Louis Newman’s new book goes beyond college prep to training for life.
When it comes to student success in college, Louis Newman, a Carleton professor of religion from 1983 to 2016, emphasizes that it’s not so much what you learn as how. He shares an analogy. “You could be a good cook by knowing how to follow recipes meticulously, or you could be a great cook by knowing why those recipes work and why things come out tasting the way they do,” he says. “Then you have the ability to be creative.”
“The ability to understand the process involved and not just the mechanics of the steps you have to take,” he adds, “is the ability to understand how knowledge is created.”

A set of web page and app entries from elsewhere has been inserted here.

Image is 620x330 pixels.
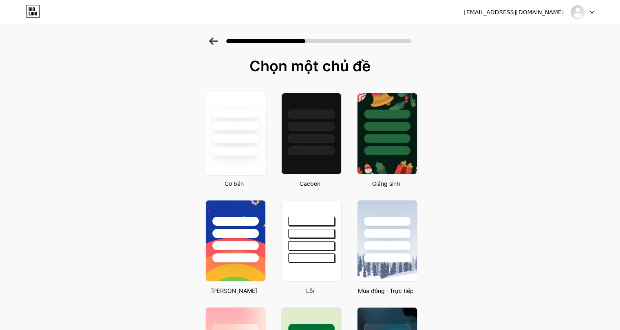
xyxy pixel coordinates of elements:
[464,9,564,15] font: [EMAIL_ADDRESS][DOMAIN_NAME]
[306,287,314,294] font: Lỗi
[211,287,257,294] font: [PERSON_NAME]
[225,180,244,187] font: Cơ bản
[300,180,320,187] font: Cacbon
[249,57,371,75] font: Chọn một chủ đề
[570,4,585,20] img: shbetgay
[358,287,414,294] font: Mùa đông · Trực tiếp
[372,180,400,187] font: Giáng sinh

This notion is at the heart of Newman’s book, Thinking Critically in College: The Essential Handbook for Student Success, published in March 2023. Now retired, Newman served in many capacities at Carleton over 33 years, from chair of the religion department to director of the Perlman Center for Learning and Teaching, all of which informed his writing.
“I did a lot of reflection on my own teaching and the things that I expected of students in the classes I taught,” he says. “Then I tried to summarize that in a way that felt both conversational and useful.”
The writing process brought Newman, who specializes in Jewish ethics, in contact with a broad range of topics, including quantitative reasoning, metacognition, and disciplinary thinking. He relied on student focus groups, professors at colleges across the country, and practitioners in fields like the pedagogy of teaching writing to “pull together both expertise from people who really had expertise in particular fields but also the lived experiences of college students.”
Newman considers Thinking Critically in College a love letter to a liberal arts education. While he followed his time at Carleton with a six-year stint at Stanford, he links this passion to his time in Northfield, where he “came to understand how valuable a liberal arts education can be in helping students grow and learn about the world and themselves.” The book makes the case that the real benefit of this kind of education is developing skills around “thinking broadly, creatively, and deeply.”
“The specific subject almost doesn’t matter,” he says. “The book is really about the ways you learn to approach the world and how to look at something from multiple perspectives, things Carleton does so well.”